Raman’s excitement at the whispering gallery went well beyond that of anybody who ever visited that Cathedral, for Raman did a few small experiments and analyzed the results. His findings were far from trivial, and were published in two research articles in two of the foremost science journals, one in ‘Nature’ and the other in the ‘Proceedings of the Royal Society’.

Raman As Professor & Teacher

In 1917, at the age of 29, Raman became the Palit Professor. He continued research along with the new assignment.

Raman was very deeply interested in musical instruments such as the Veena, the Violin, the Mridangam and the Tabala. He began to work on them. Around 1918, he explained the complex vibrations of the strings of musical instruments. He later found out the characteristic tones emitted by the Mridangam, the Tabla etc.

Amritlal Sircar, who was devoting all his time to the welfare of the Indian Association for the Cultivation of Science, passed away in 1919. Professor Raman then became its Honarary Secretary. Two laboratories – those of the College and of the Association – were under him; and this gave a new stimulus to his researches. Both his body and his mind could do all the work that had to be done. Many students came to him from different parts of the country for post-graduate studies and research. 1ACS and the University Science College Laboratory – became the active research centers of India. Research workers like Meghnad Saha and S.K. Mitra, who became famous later, worked at these centres.

That was a time when Raman was completely immersed in experiments and research. According to the terms of the Palit Chair, he could have remained free from teaching work, doing research only. But Raman had great pleasure in teaching. Students were inspired by his lectures. They were eager to listen to him. He would not stick to one particular textbook. His lectures brought the fragrance of fresh research. They reflected Raman’s great curiosity about the secrets of nature. Usually, the lecture was an hour duration. Forgetting the time in the discussion of the subject, Professor Raman would sometimes lecture for two or three hours. Any doubt or question from a student would stimulate new scientific ideas.

Professor Raman was not only a great investigator but also a great teacher in the true sense of the word. His ideas and personality attracted many young research students and he held their loyalty and affection by extending a never-failing friendship to them. He not only taught methods of scientific research to his students but by his own example made them realize the necessity of endurance, steadiness, and hard work in the pursuit of knowledge.

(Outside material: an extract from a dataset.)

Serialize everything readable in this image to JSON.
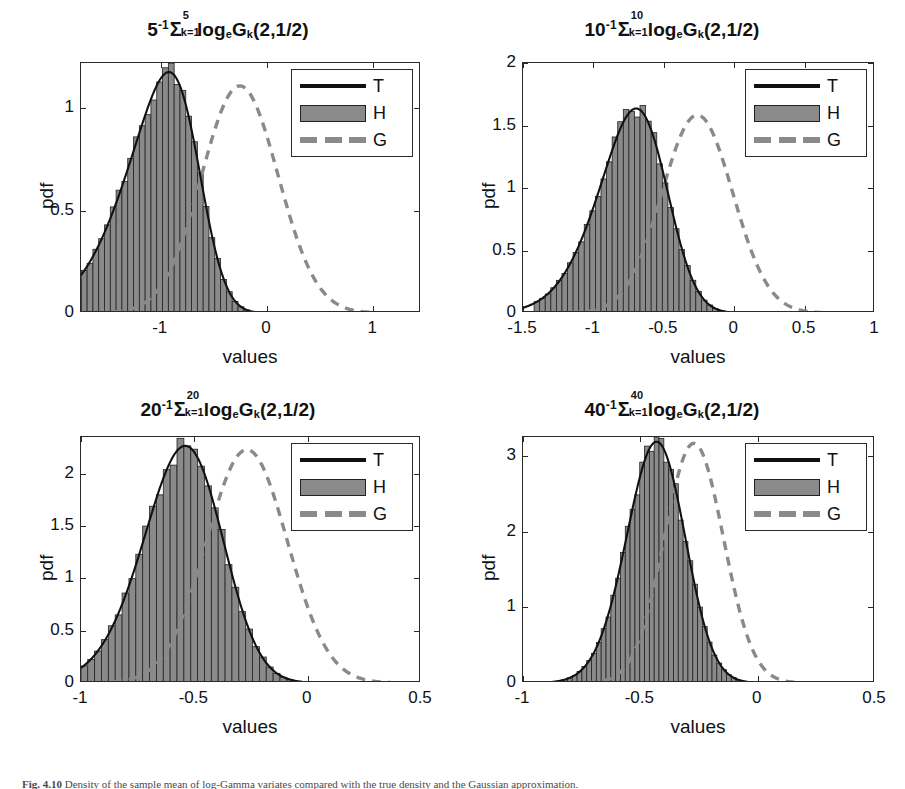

Absorbed in experiments, it was not unusual for him to forget food and sleep. Sometimes working late at night, he would sleep in the laboratory on one of the tables.

In the mornings too, most of his time was spent in the laboratory. He worked in informal clothes. At 9.30 a.m. he would rush home. After a shave and a bath, he would dress up and send for a taxi.

He would finish his breakfast in two or three minutes and get into the taxi. Racing over a distance of four miles, he would reach the class on time. He never wasted time.